Notes.—“His award,” “Him whom all honour,” “Thou didst smile, poet,” “Sun-treader” (lines 142, 144, 151, 1020): all these refer to Shelley. “A god wandering after beauty” (line 321): Apollo seeking Daphne. Apollo pursued Daphne, who fled from him, seeking the aid of the gods, who changed her into a laurel. “A giant standing vast in the sunset” (line 322): Atlas, one of the Titans, is referred to here.

A high-crested chief
Sailing with troops of friends to Tenedos
” (line 324):

“After the fall of Troy, many of the Greek chiefs, among them Nestor, set sail for home, while others, at the desire of Agamemnon, remained behind to sacrifice to Pallas. Those who set sail went to the island of Tenedos, where they made offerings to the gods” (Poet Lore, vol. i., p. 244; Homer, Odyssey, iii.). “The dim clustered isles in the blue sea” (line 321): the islands of the Ægean Sea, east of Greece.

Who stood beside the naked swift-footed,
Who bound my forehead with Proserpine’s hair
” (line 334):

the swift-footed was Hermes, the name of Mercury among the Greeks. He was the messenger of the gods. He was presented by the King of Heaven with a winged cap, called petasus, and with wings for his feet, called talaria. Proserpine was the daughter of Ceres by Jupiter. “As Arab birds float sleeping in the wind” (line 479): this is considered by some to refer to the pelican, by others to the Birds of Paradise.

The king
Treading the purple calmly to his death” (line 568):

Agamemnon, to whom his loved Cassandra foretells his doom in vain:—

“Well, sire, I yield me vanquished by thy voice;
I go, treading on purple, to my house.”
(Potter’s “Agamemnon” of Æschylus, 1017.)

The boy with his white breast,” etc. (line 574): see Potter’s “Choephoræ” of Æschylus, 1073: Orestes avenged his father’s death by assassinating his mother Clytemnestra and the adulterer Ægisthus. Andromeda (line 656): Andromeda was ordered to be exposed to a sea-monster, and was tied naked to a rock; but Perseus delivered her, changed the monster into a rock, and married her. “The fair pale sister went to her chill grave” (line 963): Antigone interred by night the remains of her brother Polynices against the orders of Creon, who commanded her to be buried alive. She, however, killed herself before the sentence could be executed (see “Antigone” of Sophocles). The long Latin preface to Pauline from the Occult Philosophy of Cornelius-Agrippa is thus englished in Mr. Cooke’s Browning Guide-Book:—“I doubt not but the title of our book, by its rarity, may entice very many to the perusal of it. Among whom many of hostile opinions, with weak minds, many even malignant and ungrateful, will assail our genius, who in their rash ignorance, hardly before the title is before their eyes, will make a clamour. We are forbidden to teach, to scatter abroad the seeds of philosophy, pious ears being offended, clear-seeing minds having arisen. I, as a counsellor, assail their consciences; but neither Apollo nor all the Muses, nor an angel from heaven, would be able to save me from their execrations, whom now I counsel that they may not read our books, that they may not understand them, that they may not remember them, for they are noxious—they are poisonous. The mouth of Acheron is in this book: it speaks often of stones: beware, lest by these it shape the understanding. You, also, who with fair wind shall come to the reading, if you will apply so much of the discernment of prudence as bees in gathering honey, then read with security. For, indeed, I believe you about to receive many things not a little both for instruction and enjoyment. But if you find anything that pleases you not, let it go that you may not use it, for I do not declare these things good for you, but merely relate them. Therefore, if any freer word may be, forgive our youth; I, who am less than a youth, have composed this work.” The preface is dated London, January 1833. V.A. XX. is the Latin abbreviation of Vixi annos viginti, I was twenty years old.

Pearl, A, a Girl. (Asolando, 1889.) According to Eastern fable there is a great power in a pearl: if you could speak the right word, you could call a spirit from the simple-looking stone which would make you lord of heaven and earth. Be this as it may, the poet says if you utter the right word, that evokes for you the love of a girl—held, perhaps, in little esteem by the world—her soul escapes to you, and you are creation’s lord!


* _WHAT NEEDS TO BE DONE_:
Please restate the data that follows, leaving every word in place.

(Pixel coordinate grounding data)
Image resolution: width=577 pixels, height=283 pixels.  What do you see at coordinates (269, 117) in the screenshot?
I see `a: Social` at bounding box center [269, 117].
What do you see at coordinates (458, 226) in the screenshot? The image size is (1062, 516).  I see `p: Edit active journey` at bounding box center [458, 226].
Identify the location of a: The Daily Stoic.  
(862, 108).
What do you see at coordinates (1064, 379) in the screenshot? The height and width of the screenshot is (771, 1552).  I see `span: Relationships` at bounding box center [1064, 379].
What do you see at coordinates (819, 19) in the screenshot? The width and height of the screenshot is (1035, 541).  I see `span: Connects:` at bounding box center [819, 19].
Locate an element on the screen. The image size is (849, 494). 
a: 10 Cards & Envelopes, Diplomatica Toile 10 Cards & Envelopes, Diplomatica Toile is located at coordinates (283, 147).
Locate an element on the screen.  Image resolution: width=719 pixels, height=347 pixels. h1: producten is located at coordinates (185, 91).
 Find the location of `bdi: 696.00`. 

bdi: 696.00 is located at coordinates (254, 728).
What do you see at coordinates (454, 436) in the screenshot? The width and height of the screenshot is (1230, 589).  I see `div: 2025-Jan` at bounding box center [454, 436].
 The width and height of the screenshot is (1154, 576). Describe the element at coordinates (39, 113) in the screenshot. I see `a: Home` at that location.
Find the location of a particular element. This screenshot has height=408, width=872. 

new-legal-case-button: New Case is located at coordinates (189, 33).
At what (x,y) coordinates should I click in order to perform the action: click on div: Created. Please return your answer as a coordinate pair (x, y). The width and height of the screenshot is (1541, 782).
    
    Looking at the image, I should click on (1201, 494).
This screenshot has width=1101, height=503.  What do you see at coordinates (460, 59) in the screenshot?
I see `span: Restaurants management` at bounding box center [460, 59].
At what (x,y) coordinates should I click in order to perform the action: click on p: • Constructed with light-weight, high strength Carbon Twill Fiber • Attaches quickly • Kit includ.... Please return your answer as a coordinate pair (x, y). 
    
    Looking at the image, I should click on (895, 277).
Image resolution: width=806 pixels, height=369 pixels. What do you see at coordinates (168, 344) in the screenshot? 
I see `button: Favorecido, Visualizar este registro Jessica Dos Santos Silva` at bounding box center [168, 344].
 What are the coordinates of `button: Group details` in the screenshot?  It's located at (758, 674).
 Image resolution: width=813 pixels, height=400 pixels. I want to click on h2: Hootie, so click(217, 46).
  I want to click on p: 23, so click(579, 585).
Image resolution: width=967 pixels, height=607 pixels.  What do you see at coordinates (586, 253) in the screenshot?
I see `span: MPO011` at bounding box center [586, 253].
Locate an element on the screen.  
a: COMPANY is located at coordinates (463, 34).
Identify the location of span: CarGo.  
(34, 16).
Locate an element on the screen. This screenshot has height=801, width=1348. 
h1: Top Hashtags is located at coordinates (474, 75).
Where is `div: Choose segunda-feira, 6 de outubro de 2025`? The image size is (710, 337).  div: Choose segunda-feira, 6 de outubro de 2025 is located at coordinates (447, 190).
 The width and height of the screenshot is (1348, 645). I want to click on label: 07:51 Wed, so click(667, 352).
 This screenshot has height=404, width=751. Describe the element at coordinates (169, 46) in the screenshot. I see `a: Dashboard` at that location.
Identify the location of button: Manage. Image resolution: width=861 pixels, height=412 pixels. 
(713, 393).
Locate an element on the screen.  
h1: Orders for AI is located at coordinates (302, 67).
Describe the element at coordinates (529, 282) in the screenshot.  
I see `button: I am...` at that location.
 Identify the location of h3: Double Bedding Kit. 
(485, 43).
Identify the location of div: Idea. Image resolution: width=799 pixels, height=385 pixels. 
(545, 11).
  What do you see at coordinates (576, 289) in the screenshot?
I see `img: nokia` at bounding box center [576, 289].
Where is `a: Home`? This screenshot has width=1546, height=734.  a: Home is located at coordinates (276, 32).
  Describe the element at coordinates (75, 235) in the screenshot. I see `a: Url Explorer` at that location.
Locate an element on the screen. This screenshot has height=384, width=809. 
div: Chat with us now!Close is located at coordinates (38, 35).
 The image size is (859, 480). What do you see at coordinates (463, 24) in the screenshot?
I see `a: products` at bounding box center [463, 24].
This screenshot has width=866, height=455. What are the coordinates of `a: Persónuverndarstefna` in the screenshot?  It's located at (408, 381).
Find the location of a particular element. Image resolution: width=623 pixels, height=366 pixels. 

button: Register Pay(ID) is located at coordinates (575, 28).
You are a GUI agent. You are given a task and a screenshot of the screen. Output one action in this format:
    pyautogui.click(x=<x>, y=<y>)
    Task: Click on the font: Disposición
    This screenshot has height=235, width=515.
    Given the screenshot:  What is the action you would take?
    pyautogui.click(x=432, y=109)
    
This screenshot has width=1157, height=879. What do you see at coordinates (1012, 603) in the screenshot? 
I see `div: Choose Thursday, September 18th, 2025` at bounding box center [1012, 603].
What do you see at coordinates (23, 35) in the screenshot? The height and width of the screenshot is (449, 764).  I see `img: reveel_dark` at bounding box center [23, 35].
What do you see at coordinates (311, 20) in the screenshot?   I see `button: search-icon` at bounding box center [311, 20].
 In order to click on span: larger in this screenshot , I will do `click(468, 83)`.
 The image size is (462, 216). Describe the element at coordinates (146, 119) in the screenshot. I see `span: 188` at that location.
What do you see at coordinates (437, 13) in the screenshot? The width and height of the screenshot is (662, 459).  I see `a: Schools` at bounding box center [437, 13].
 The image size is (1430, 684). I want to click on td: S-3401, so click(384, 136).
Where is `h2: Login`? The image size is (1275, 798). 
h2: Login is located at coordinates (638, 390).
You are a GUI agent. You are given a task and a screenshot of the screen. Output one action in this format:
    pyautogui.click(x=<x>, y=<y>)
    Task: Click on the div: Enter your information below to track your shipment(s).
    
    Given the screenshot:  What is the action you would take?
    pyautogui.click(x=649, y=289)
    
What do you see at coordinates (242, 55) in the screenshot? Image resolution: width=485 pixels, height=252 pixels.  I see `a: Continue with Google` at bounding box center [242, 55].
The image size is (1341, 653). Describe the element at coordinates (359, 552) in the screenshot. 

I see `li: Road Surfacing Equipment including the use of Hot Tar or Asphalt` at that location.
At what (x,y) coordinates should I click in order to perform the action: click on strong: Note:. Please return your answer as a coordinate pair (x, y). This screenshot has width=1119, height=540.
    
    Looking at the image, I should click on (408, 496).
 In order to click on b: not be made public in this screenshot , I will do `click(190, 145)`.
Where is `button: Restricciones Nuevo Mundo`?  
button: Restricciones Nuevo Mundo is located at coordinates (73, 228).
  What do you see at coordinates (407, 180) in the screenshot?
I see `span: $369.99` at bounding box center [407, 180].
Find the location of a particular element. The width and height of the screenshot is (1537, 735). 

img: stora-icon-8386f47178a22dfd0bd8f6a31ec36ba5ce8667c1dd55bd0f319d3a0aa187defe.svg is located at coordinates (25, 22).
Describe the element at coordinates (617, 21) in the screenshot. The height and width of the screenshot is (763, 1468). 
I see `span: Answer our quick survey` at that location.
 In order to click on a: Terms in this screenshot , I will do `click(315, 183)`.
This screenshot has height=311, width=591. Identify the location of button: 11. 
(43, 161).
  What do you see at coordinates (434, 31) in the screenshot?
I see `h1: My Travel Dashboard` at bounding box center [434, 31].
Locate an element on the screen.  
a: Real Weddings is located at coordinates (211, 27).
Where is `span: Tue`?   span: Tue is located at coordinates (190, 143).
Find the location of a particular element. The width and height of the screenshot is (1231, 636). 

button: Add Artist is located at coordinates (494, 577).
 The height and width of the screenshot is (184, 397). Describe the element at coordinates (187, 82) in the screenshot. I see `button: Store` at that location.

* _EXERCISE ANSWER_:
Image resolution: width=577 pixels, height=283 pixels.  What do you see at coordinates (269, 117) in the screenshot?
I see `a: Social` at bounding box center [269, 117].
What do you see at coordinates (458, 226) in the screenshot? The image size is (1062, 516).  I see `p: Edit active journey` at bounding box center [458, 226].
Identify the location of a: The Daily Stoic.  
(862, 108).
What do you see at coordinates (1064, 379) in the screenshot? The height and width of the screenshot is (771, 1552).  I see `span: Relationships` at bounding box center [1064, 379].
What do you see at coordinates (819, 19) in the screenshot? The width and height of the screenshot is (1035, 541).  I see `span: Connects:` at bounding box center [819, 19].
Locate an element on the screen. The image size is (849, 494). 
a: 10 Cards & Envelopes, Diplomatica Toile 10 Cards & Envelopes, Diplomatica Toile is located at coordinates (283, 147).
Locate an element on the screen.  Image resolution: width=719 pixels, height=347 pixels. h1: producten is located at coordinates (185, 91).
 Find the location of `bdi: 696.00`. 

bdi: 696.00 is located at coordinates (254, 728).
What do you see at coordinates (454, 436) in the screenshot? The width and height of the screenshot is (1230, 589).  I see `div: 2025-Jan` at bounding box center [454, 436].
 The width and height of the screenshot is (1154, 576). Describe the element at coordinates (39, 113) in the screenshot. I see `a: Home` at that location.
Find the location of a particular element. This screenshot has height=408, width=872. 

new-legal-case-button: New Case is located at coordinates (189, 33).
At what (x,y) coordinates should I click in order to perform the action: click on div: Created. Please return your answer as a coordinate pair (x, y). The width and height of the screenshot is (1541, 782).
    
    Looking at the image, I should click on (1201, 494).
This screenshot has width=1101, height=503.  What do you see at coordinates (460, 59) in the screenshot?
I see `span: Restaurants management` at bounding box center [460, 59].
At what (x,y) coordinates should I click in order to perform the action: click on p: • Constructed with light-weight, high strength Carbon Twill Fiber • Attaches quickly • Kit includ.... Please return your answer as a coordinate pair (x, y). 
    
    Looking at the image, I should click on (895, 277).
Image resolution: width=806 pixels, height=369 pixels. What do you see at coordinates (168, 344) in the screenshot? 
I see `button: Favorecido, Visualizar este registro Jessica Dos Santos Silva` at bounding box center [168, 344].
 What are the coordinates of `button: Group details` in the screenshot?  It's located at (758, 674).
 Image resolution: width=813 pixels, height=400 pixels. I want to click on h2: Hootie, so click(217, 46).
  I want to click on p: 23, so click(579, 585).
Image resolution: width=967 pixels, height=607 pixels.  What do you see at coordinates (586, 253) in the screenshot?
I see `span: MPO011` at bounding box center [586, 253].
Locate an element on the screen.  
a: COMPANY is located at coordinates (463, 34).
Identify the location of span: CarGo.  
(34, 16).
Locate an element on the screen. This screenshot has height=801, width=1348. 
h1: Top Hashtags is located at coordinates (474, 75).
Where is `div: Choose segunda-feira, 6 de outubro de 2025`? The image size is (710, 337).  div: Choose segunda-feira, 6 de outubro de 2025 is located at coordinates (447, 190).
 The width and height of the screenshot is (1348, 645). I want to click on label: 07:51 Wed, so click(667, 352).
 This screenshot has height=404, width=751. Describe the element at coordinates (169, 46) in the screenshot. I see `a: Dashboard` at that location.
Identify the location of button: Manage. Image resolution: width=861 pixels, height=412 pixels. 
(713, 393).
Locate an element on the screen.  
h1: Orders for AI is located at coordinates (302, 67).
Describe the element at coordinates (529, 282) in the screenshot.  
I see `button: I am...` at that location.
 Identify the location of h3: Double Bedding Kit. 
(485, 43).
Identify the location of div: Idea. Image resolution: width=799 pixels, height=385 pixels. 
(545, 11).
  What do you see at coordinates (576, 289) in the screenshot?
I see `img: nokia` at bounding box center [576, 289].
Where is `a: Home`? This screenshot has width=1546, height=734.  a: Home is located at coordinates (276, 32).
  Describe the element at coordinates (75, 235) in the screenshot. I see `a: Url Explorer` at that location.
Locate an element on the screen. This screenshot has height=384, width=809. 
div: Chat with us now!Close is located at coordinates (38, 35).
 The image size is (859, 480). What do you see at coordinates (463, 24) in the screenshot?
I see `a: products` at bounding box center [463, 24].
This screenshot has width=866, height=455. What are the coordinates of `a: Persónuverndarstefna` in the screenshot?  It's located at (408, 381).
Find the location of a particular element. Image resolution: width=623 pixels, height=366 pixels. 

button: Register Pay(ID) is located at coordinates (575, 28).
You are a GUI agent. You are given a task and a screenshot of the screen. Output one action in this format:
    pyautogui.click(x=<x>, y=<y>)
    Task: Click on the font: Disposición
    This screenshot has height=235, width=515.
    Given the screenshot:  What is the action you would take?
    pyautogui.click(x=432, y=109)
    
This screenshot has width=1157, height=879. What do you see at coordinates (1012, 603) in the screenshot? 
I see `div: Choose Thursday, September 18th, 2025` at bounding box center [1012, 603].
What do you see at coordinates (23, 35) in the screenshot? The height and width of the screenshot is (449, 764).  I see `img: reveel_dark` at bounding box center [23, 35].
What do you see at coordinates (311, 20) in the screenshot?   I see `button: search-icon` at bounding box center [311, 20].
 In order to click on span: larger in this screenshot , I will do `click(468, 83)`.
 The image size is (462, 216). Describe the element at coordinates (146, 119) in the screenshot. I see `span: 188` at that location.
What do you see at coordinates (437, 13) in the screenshot? The width and height of the screenshot is (662, 459).  I see `a: Schools` at bounding box center [437, 13].
 The image size is (1430, 684). I want to click on td: S-3401, so click(384, 136).
Where is `h2: Login`? The image size is (1275, 798). 
h2: Login is located at coordinates (638, 390).
You are a GUI agent. You are given a task and a screenshot of the screen. Output one action in this format:
    pyautogui.click(x=<x>, y=<y>)
    Task: Click on the div: Enter your information below to track your shipment(s).
    
    Given the screenshot:  What is the action you would take?
    pyautogui.click(x=649, y=289)
    
What do you see at coordinates (242, 55) in the screenshot? Image resolution: width=485 pixels, height=252 pixels.  I see `a: Continue with Google` at bounding box center [242, 55].
The image size is (1341, 653). Describe the element at coordinates (359, 552) in the screenshot. 

I see `li: Road Surfacing Equipment including the use of Hot Tar or Asphalt` at that location.
At what (x,y) coordinates should I click in order to perform the action: click on strong: Note:. Please return your answer as a coordinate pair (x, y). This screenshot has width=1119, height=540.
    
    Looking at the image, I should click on (408, 496).
 In order to click on b: not be made public in this screenshot , I will do `click(190, 145)`.
Where is `button: Restricciones Nuevo Mundo`?  
button: Restricciones Nuevo Mundo is located at coordinates (73, 228).
  What do you see at coordinates (407, 180) in the screenshot?
I see `span: $369.99` at bounding box center [407, 180].
Find the location of a particular element. The width and height of the screenshot is (1537, 735). 

img: stora-icon-8386f47178a22dfd0bd8f6a31ec36ba5ce8667c1dd55bd0f319d3a0aa187defe.svg is located at coordinates (25, 22).
Describe the element at coordinates (617, 21) in the screenshot. The height and width of the screenshot is (763, 1468). 
I see `span: Answer our quick survey` at that location.
 In order to click on a: Terms in this screenshot , I will do `click(315, 183)`.
This screenshot has height=311, width=591. Identify the location of button: 11. 
(43, 161).
  What do you see at coordinates (434, 31) in the screenshot?
I see `h1: My Travel Dashboard` at bounding box center [434, 31].
Locate an element on the screen.  
a: Real Weddings is located at coordinates (211, 27).
Where is `span: Tue`?   span: Tue is located at coordinates (190, 143).
Find the location of a particular element. The width and height of the screenshot is (1231, 636). 

button: Add Artist is located at coordinates (494, 577).
 The height and width of the screenshot is (184, 397). Describe the element at coordinates (187, 82) in the screenshot. I see `button: Store` at that location.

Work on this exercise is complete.